How much world peace movements contributed to the end of the Cold War is still being debated. A stronger united movement of the left and centre that gave equal importance to peace and civil rights, could have given more confidence to the civil-rights movement in the Soviet Union and Eastern Europe. Perhaps under such conditions the rampant free marketeers that now dominate the region would have had less room for manoeuvre when the Soviet empire began to break up.

But peace movements have certainly contributed in one key respect. In the early years of the Vietnam conflict American leaders were saying that it was necessary to persuade the public that nuclear weapons were like rather stronger ‘conventional’ weapons. This kind of rhetoric could surely have no place in political discourse today. Mass peace demonstrations throughout the world have led politicians to realize that resorting to nuclear weapons would arouse a hostile public response which could force them out of power. I am convinced that ‘battlefield’ nuclear weapons would have been used in some conflicts were it not for the fear of public protest – and if this were the only achievement of the peace movement it would be a hugely significant one.

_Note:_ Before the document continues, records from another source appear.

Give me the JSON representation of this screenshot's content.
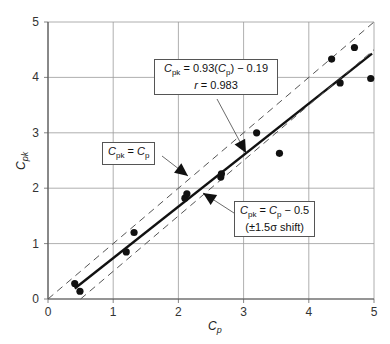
{
  "chart_data": {
    "type": "scatter",
    "title": "",
    "xlabel": "Cp",
    "ylabel": "Cpk",
    "xlim": [
      0,
      5
    ],
    "ylim": [
      0,
      5
    ],
    "xticks": [
      "0",
      "1",
      "2",
      "3",
      "4",
      "5"
    ],
    "yticks": [
      "0",
      "1",
      "2",
      "3",
      "4",
      "5"
    ],
    "grid": true,
    "legend": null,
    "points": {
      "x": [
        0.41,
        0.49,
        1.2,
        1.32,
        2.1,
        2.13,
        2.65,
        2.66,
        3.2,
        3.55,
        4.35,
        4.48,
        4.7,
        4.95
      ],
      "y": [
        0.28,
        0.14,
        0.85,
        1.2,
        1.82,
        1.9,
        2.2,
        2.26,
        3.0,
        2.63,
        4.33,
        3.9,
        4.54,
        3.98
      ]
    },
    "series": [
      {
        "name": "Regression fit",
        "style": "solid",
        "x": [
          0.41,
          4.97
        ],
        "y": [
          0.19,
          4.43
        ]
      },
      {
        "name": "Cpk = Cp",
        "style": "dashed",
        "x": [
          0,
          5
        ],
        "y": [
          0,
          5
        ]
      },
      {
        "name": "Cpk = Cp - 0.5",
        "style": "dashed",
        "x": [
          0.5,
          5
        ],
        "y": [
          0,
          4.5
        ]
      }
    ],
    "annotations": [
      {
        "text": "Cpk = 0.93(Cp) - 0.19, r = 0.983",
        "target": "Regression fit"
      },
      {
        "text": "Cpk = Cp",
        "target": "Cpk = Cp"
      },
      {
        "text": "Cpk = Cp - 0.5 (±1.5σ shift)",
        "target": "Cpk = Cp - 0.5"
      }
    ]
  },
  "labels": {
    "xlabel_main": "C",
    "xlabel_sub": "p",
    "ylabel_main": "C",
    "ylabel_sub": "pk",
    "fit_eq_1": "= 0.93(",
    "fit_eq_2": ") − 0.19",
    "fit_r": "r",
    "fit_r_val": " = 0.983",
    "ident_eq": " = ",
    "shift_eq": " − 0.5",
    "shift_note": "(±1.5σ shift)",
    "c": "C",
    "pk": "pk",
    "p": "p"
  }
}
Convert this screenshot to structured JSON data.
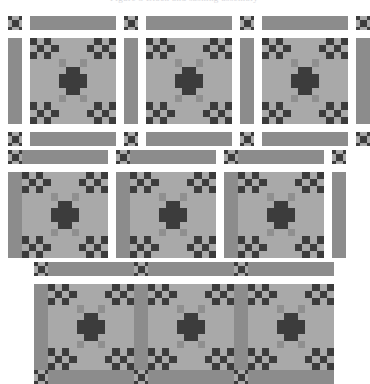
{
  "header": {
    "text": "Figure 3  Block and sashing assembly"
  },
  "palette": {
    "background": "#ffffff",
    "light": "#a9a9a9",
    "medium": "#8f8f8f",
    "sashing": "#8c8c8c",
    "dark": "#3c3c3c",
    "darkest": "#303030",
    "outline": "#6f6f6f"
  },
  "diagram": {
    "units": "blocks",
    "block_grid": 12,
    "blocks_per_row": 3,
    "stage_count": 3,
    "stages": [
      {
        "id": "stage-exploded",
        "label": "Exploded layout: blocks, sashing strips and cornerstones separated",
        "rows": 1,
        "blocks": 3,
        "horizontal_sashing": 3,
        "vertical_sashing": 4,
        "cornerstones": 4
      },
      {
        "id": "stage-rows-joined",
        "label": "Sashing rows joined to block rows",
        "rows": 1,
        "blocks": 3,
        "horizontal_sashing": 3,
        "vertical_sashing": 1,
        "cornerstones": 3
      },
      {
        "id": "stage-assembled",
        "label": "Completed assembled row with sashing sewn in place",
        "rows": 1,
        "blocks": 3,
        "horizontal_sashing": 3,
        "vertical_sashing": 0,
        "cornerstones": 3
      }
    ]
  },
  "block_pattern": {
    "name": "burgoyne-surrounded-block",
    "size": 12,
    "legend": {
      "L": "light",
      "M": "medium",
      "D": "dark"
    },
    "rows": [
      "DLDLLLLLLDLD",
      "LDLDLLLLDLDL",
      "DLDLLLLLLDLD",
      "LLLLMLLMLLLL",
      "LLLLLDDLLLLL",
      "LLLLDDDDLLLL",
      "LLLLDDDDLLLL",
      "LLLLLDDLLLLL",
      "LLLLMLLMLLLL",
      "DLDLLLLLLDLD",
      "LDLDLLLLDLDL",
      "DLDLLLLLLDLD"
    ]
  },
  "cornerstone_pattern": {
    "name": "nine-patch-cornerstone",
    "size": 4,
    "rows": [
      "DLLD",
      "LDDL",
      "LDDL",
      "DLLD"
    ]
  }
}
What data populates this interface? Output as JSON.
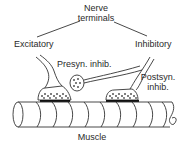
{
  "diagram": {
    "labels": {
      "nerve_terminals_line1": "Nerve",
      "nerve_terminals_line2": "terminals",
      "excitatory": "Excitatory",
      "inhibitory": "Inhibitory",
      "presynaptic_inhibition": "Presyn. inhib.",
      "postsynaptic_inhibition_line1": "Postsyn.",
      "postsynaptic_inhibition_line2": "inhib.",
      "muscle": "Muscle"
    },
    "colors": {
      "line": "#333333",
      "background": "#ffffff",
      "endplate": "#111111"
    }
  }
}
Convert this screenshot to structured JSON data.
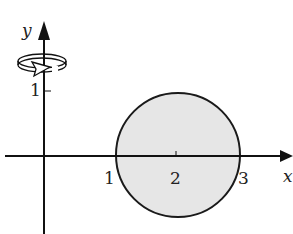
{
  "diagram": {
    "axes": {
      "x_label": "x",
      "y_label": "y",
      "x_ticks": [
        "1",
        "2",
        "3"
      ],
      "y_ticks": [
        "1"
      ]
    },
    "region": {
      "shape": "circle",
      "center": [
        2,
        0
      ],
      "radius": 1,
      "fill_color": "#e6e6e6",
      "stroke_color": "#1a1a1a"
    },
    "rotation_indicator": {
      "axis": "y",
      "icon": "rotation-arrow-icon"
    },
    "colors": {
      "axis": "#111111",
      "text": "#222222",
      "background": "#ffffff"
    }
  }
}
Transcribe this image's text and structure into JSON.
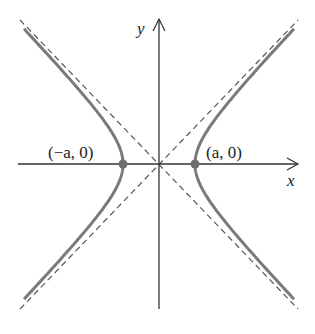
{
  "diagram": {
    "axes": {
      "x_label": "x",
      "y_label": "y"
    },
    "vertices": [
      {
        "label": "(−a, 0)",
        "position": "left"
      },
      {
        "label": "(a, 0)",
        "position": "right"
      }
    ],
    "colors": {
      "curve": "#7a7a7a",
      "axis": "#333333",
      "asymptote": "#555555",
      "vertex": "#6e6e6e"
    }
  }
}
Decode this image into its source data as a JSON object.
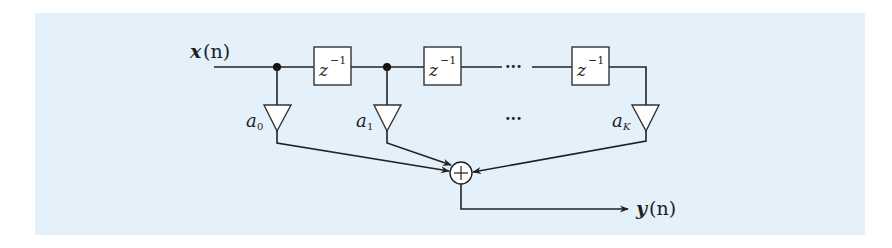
{
  "diagram": {
    "type": "FIR filter block diagram (tapped delay line)",
    "background_color": "#e4f0fa",
    "line_color": "#222222",
    "input": {
      "label": "x",
      "arg": "(n)"
    },
    "output": {
      "label": "y",
      "arg": "(n)"
    },
    "delays": [
      {
        "id": "delay-1",
        "label": "z",
        "exp": "−1"
      },
      {
        "id": "delay-2",
        "label": "z",
        "exp": "−1"
      },
      {
        "id": "delay-K",
        "label": "z",
        "exp": "−1"
      }
    ],
    "gains": [
      {
        "id": "gain-0",
        "label": "a",
        "sub": "0"
      },
      {
        "id": "gain-1",
        "label": "a",
        "sub": "1"
      },
      {
        "id": "gain-K",
        "label": "a",
        "sub": "K"
      }
    ],
    "ellipsis_top": "···",
    "ellipsis_bottom": "···",
    "adder": {
      "symbol": "+"
    }
  }
}
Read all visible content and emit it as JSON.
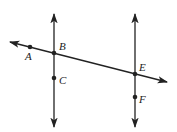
{
  "diagram": {
    "type": "geometry",
    "colors": {
      "stroke": "#222222",
      "background": "#ffffff"
    },
    "lines": [
      {
        "id": "left-vertical",
        "x1": 54,
        "y1": 14,
        "x2": 54,
        "y2": 127,
        "arrows": "both"
      },
      {
        "id": "right-vertical",
        "x1": 135,
        "y1": 14,
        "x2": 135,
        "y2": 127,
        "arrows": "both"
      },
      {
        "id": "transversal",
        "x1": 10,
        "y1": 42,
        "x2": 167,
        "y2": 82,
        "arrows": "both"
      }
    ],
    "points": [
      {
        "label": "A",
        "x": 30,
        "y": 47,
        "lx": 25,
        "ly": 60
      },
      {
        "label": "B",
        "x": 54,
        "y": 53,
        "lx": 59,
        "ly": 50
      },
      {
        "label": "C",
        "x": 54,
        "y": 78,
        "lx": 59,
        "ly": 84
      },
      {
        "label": "E",
        "x": 135,
        "y": 74,
        "lx": 139,
        "ly": 71
      },
      {
        "label": "F",
        "x": 135,
        "y": 97,
        "lx": 139,
        "ly": 103
      }
    ]
  }
}
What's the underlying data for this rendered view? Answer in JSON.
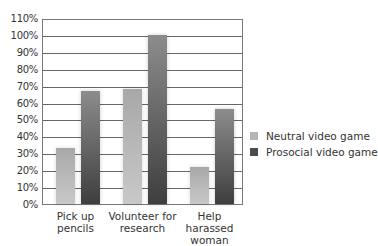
{
  "chart_data": {
    "type": "bar",
    "title": "",
    "xlabel": "",
    "ylabel": "",
    "ylim": [
      0,
      110
    ],
    "yticks": [
      "0%",
      "10%",
      "20%",
      "30%",
      "40%",
      "50%",
      "60%",
      "70%",
      "80%",
      "90%",
      "100%",
      "110%"
    ],
    "grid": true,
    "legend_position": "right",
    "categories": [
      "Pick up pencils",
      "Volunteer for research",
      "Help harassed woman"
    ],
    "category_labels": [
      [
        "Pick up pencils"
      ],
      [
        "Volunteer for",
        "research"
      ],
      [
        "Help harassed",
        "woman"
      ]
    ],
    "series": [
      {
        "name": "Neutral video game",
        "color": "#b4b4b4",
        "values": [
          33,
          68,
          22
        ]
      },
      {
        "name": "Prosocial video game",
        "color": "#4a4a4a",
        "values": [
          67,
          100,
          56
        ]
      }
    ]
  }
}
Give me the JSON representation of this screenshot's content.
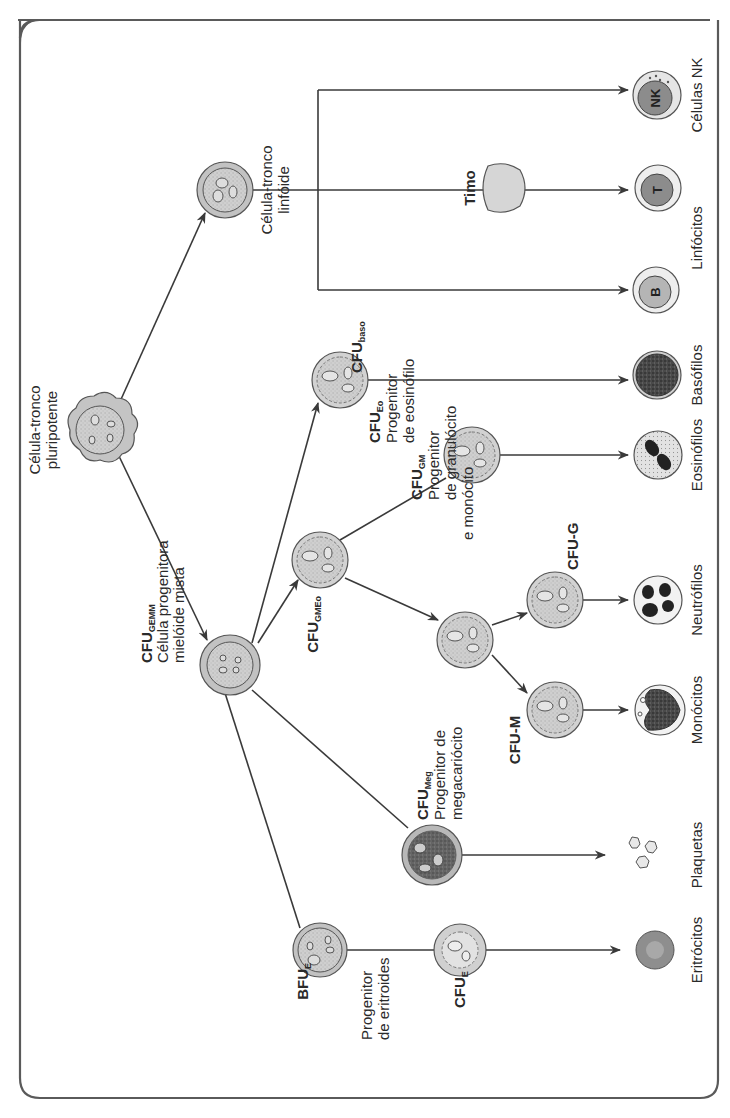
{
  "figure": {
    "orientation": "rotated -90deg (text reads bottom-to-top)",
    "colors": {
      "line": "#3a3a3a",
      "frame": "#555555",
      "cell_fill": "#c9c9c9",
      "cell_inner": "#d8d8d8",
      "dark_cell": "#555555",
      "background": "#ffffff"
    }
  },
  "nodes": {
    "pluripotent": {
      "line1": "Célula-tronco",
      "line2": "pluripotente"
    },
    "lymphoid": {
      "line1": "Célula-tronco",
      "line2": "linfóide"
    },
    "gemm": {
      "name": "CFU",
      "sub": "GEMM",
      "line1": "Célula progenitora",
      "line2": "mielóide mista"
    },
    "gmeo": {
      "name": "CFU",
      "sub": "GMEo"
    },
    "baso": {
      "name": "CFU",
      "sub": "baso"
    },
    "eo": {
      "name": "CFU",
      "sub": "Eo",
      "line1": "Progenitor",
      "line2": "de eosinófilo"
    },
    "gm": {
      "name": "CFU",
      "sub": "GM",
      "line1": "Progenitor",
      "line2": "de granulócito",
      "line3": "e monócito"
    },
    "cfu_g": {
      "name": "CFU-G"
    },
    "cfu_m": {
      "name": "CFU-M"
    },
    "meg": {
      "name": "CFU",
      "sub": "Meg",
      "line1": "Progenitor de",
      "line2": "megacariócito"
    },
    "bfu_e": {
      "name": "BFU",
      "sub": "E"
    },
    "erythroid_progenitor": {
      "line1": "Progenitor",
      "line2": "de eritroides"
    },
    "cfu_e": {
      "name": "CFU",
      "sub": "E"
    },
    "thymus": {
      "label": "Timo"
    }
  },
  "mature_cells": {
    "nk": {
      "letter": "NK",
      "label": "Células NK"
    },
    "t": {
      "letter": "T"
    },
    "b": {
      "letter": "B"
    },
    "lymphocytes_label": "Linfócitos",
    "basophils": "Basófilos",
    "eosinophils": "Eosinófilos",
    "neutrophils": "Neutrófilos",
    "monocytes": "Monócitos",
    "platelets": "Plaquetas",
    "erythrocytes": "Eritrócitos"
  }
}
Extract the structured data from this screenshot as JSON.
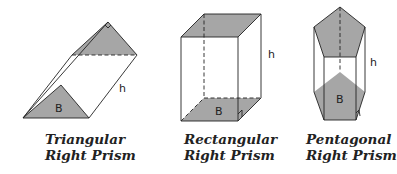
{
  "colors": {
    "face_fill": "#a6a6a6",
    "stroke": "#222222"
  },
  "figures": [
    {
      "name": "triangular",
      "base_label": "B",
      "height_label": "h",
      "caption_line1": "Triangular",
      "caption_line2": "Right Prism"
    },
    {
      "name": "rectangular",
      "base_label": "B",
      "height_label": "h",
      "caption_line1": "Rectangular",
      "caption_line2": "Right Prism"
    },
    {
      "name": "pentagonal",
      "base_label": "B",
      "height_label": "h",
      "caption_line1": "Pentagonal",
      "caption_line2": "Right Prism"
    }
  ]
}
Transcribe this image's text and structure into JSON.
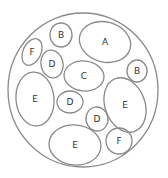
{
  "diagram": {
    "outer": {
      "cx": 83,
      "cy": 90,
      "rx": 75,
      "ry": 77
    },
    "ellipses": [
      {
        "label": "A",
        "cx": 105,
        "cy": 42,
        "rx": 26,
        "ry": 20,
        "rot": 15
      },
      {
        "label": "B",
        "cx": 61,
        "cy": 35,
        "rx": 11,
        "ry": 12,
        "rot": 0
      },
      {
        "label": "F",
        "cx": 32,
        "cy": 52,
        "rx": 9,
        "ry": 14,
        "rot": 25
      },
      {
        "label": "D",
        "cx": 52,
        "cy": 64,
        "rx": 11,
        "ry": 14,
        "rot": -10
      },
      {
        "label": "C",
        "cx": 84,
        "cy": 76,
        "rx": 20,
        "ry": 15,
        "rot": 5
      },
      {
        "label": "B",
        "cx": 137,
        "cy": 71,
        "rx": 10,
        "ry": 11,
        "rot": 0
      },
      {
        "label": "E",
        "cx": 35,
        "cy": 99,
        "rx": 19,
        "ry": 27,
        "rot": -5
      },
      {
        "label": "D",
        "cx": 70,
        "cy": 102,
        "rx": 13,
        "ry": 11,
        "rot": 0
      },
      {
        "label": "E",
        "cx": 125,
        "cy": 105,
        "rx": 20,
        "ry": 28,
        "rot": -20
      },
      {
        "label": "D",
        "cx": 97,
        "cy": 119,
        "rx": 11,
        "ry": 12,
        "rot": -10
      },
      {
        "label": "E",
        "cx": 75,
        "cy": 145,
        "rx": 26,
        "ry": 20,
        "rot": 5
      },
      {
        "label": "F",
        "cx": 119,
        "cy": 141,
        "rx": 13,
        "ry": 13,
        "rot": 0
      }
    ]
  },
  "labels": [
    "A",
    "B",
    "F",
    "D",
    "C",
    "B",
    "E",
    "D",
    "E",
    "D",
    "E",
    "F"
  ]
}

In other ways, however, the rhetoric of military action seems to have made a comeback in the liberal democracies – as with the ‘macho’ stance adopted by the US and Britain in relation to Iraq. Perhaps each generation needs some experience of war to break through the fictions of political rhetoric. Teaching lessons to dictators, punishing terrorists, re-establishing legitimate frontiers and other such ‘moral’ reasons for military action are all around us as the century ends. The slow processes of negotiation and non-violent resolution of conflict seem in this respect as far from superseding war as they did at the century’s outset.

*Dorothy Thompson* lectured in social history at Birmingham University, England, until her retirement. She is still active in the peace movement.